When some of you read this, the immediate question will be: “How can student athletes be employees when they are enrolled as full time students, and primarily at the school to get a degree, not to play sports?”

The answer from the NLRB comes after a detailed analysis of the facts associated with the Northwestern scholarship players’ time  commitments to football. The NLRB concluded the players “are not ‘primarily Ssudents.” That conclusion came from the following factual findings:

  1.  The players spent 50-60 hours a week on their “football duties” during the 1-month training camp before the school year even started.
  2. The players spend an additional 40-50 hours a week during the 4-5 month football season.
  3. These hour commitments are “more hours than many undisputed full-time employees work at their jobs.”
  4. And perhaps just as importantly, these are “many more hours than the players spend on their studies." During the training camp, for example, the students did not attend classes. And even during the academic school year, players spend 20 hours a week in class, and over twice as much time with football duties. Even incorporating study time for class, the court was not convinced academics were “primary.”

Here’s another argument Northwester made, with words to this effect: “The Scholarship is a core part of the academic experience of the students, and therefore the relationship is primarily educational, not economic as is the relationship with an employee."

The NLRB did not buy that argument for a few glaring factual reasons. First, the scholarship players receive no academic credit for playing football; life lessons about values, perseverance, etc. is insufficient. Second, the value of each Northwestern scholarship is $61,000 to $76,000, which is over $5 million a year for the 85 scholarships. That much money is not incidental, but is rather primary to the relationship.

Similarly, the NLRB noted that non-academic coaches, not faculty members, supervised those scholarship players.  That was another fact evidencing a lack of convincing connection between the player and academics. 

And here is a big contention. I can hear Northwestern making a fundamental claim: “The scholarship is not a payment for services it is merely a financial aid allowing an opportunity for an education.”

The NLRB essentially rhetorically asked, “if this was only financial aid for school, then why can the scholarship disappear if the player withdraws from playing football?”  Scholarships are lost for non-participation. To keep the scholarship the players, even if they do not play, must still participate in practices, workouts, and team meetings. Those are “conditions of retaining their scholarships.” In the NLRB’s view, the scholarships therefore appear more tied to playing football than academics.

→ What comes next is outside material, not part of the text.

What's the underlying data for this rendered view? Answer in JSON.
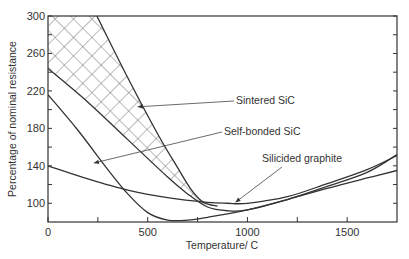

All of that leads to a four-word memo to the NCAA and Northwestern: “The sky is falling.” For all the above reasons, the NLRB considers these players to be “employees” and the university the “employer.” And that means if the players organize themselves with a labor organization they can collectively bargain for themselves against the university that “employs” them. The Northwestern players joined the College Athletes Players Association, which the NLRB considers a labor organization under the applicable federal labor relations law.

So if you are “laboring” to understand the NLRB ruling, start with the facts. If an appeal, and there is assuredly going to be one, is to bring a different result, the factual findings will likely have to be different. If the facts continue to evidence a primarily business rather than educational relationship, do not expect a different result.

So other private schools will now reconfigure their relationship with their scholarship athletes to have a different set of facts. Their facts will have to show less time dedicated to the sport, having classes during off season training, and more coaches that are in fact faculty members in some capacity.

Think too of the message it sends to the NCAA. The NCAA is fond of saying it is a voluntary association of its member institutions, and therefore the NCAA itself does not impose its rules on its members. Well after this decision, some of the privately run member institutions will be looking for some rule amendments to change the facts – to reduce the employee labor working conditions of the players and increase the academic connectivity with the scholarship.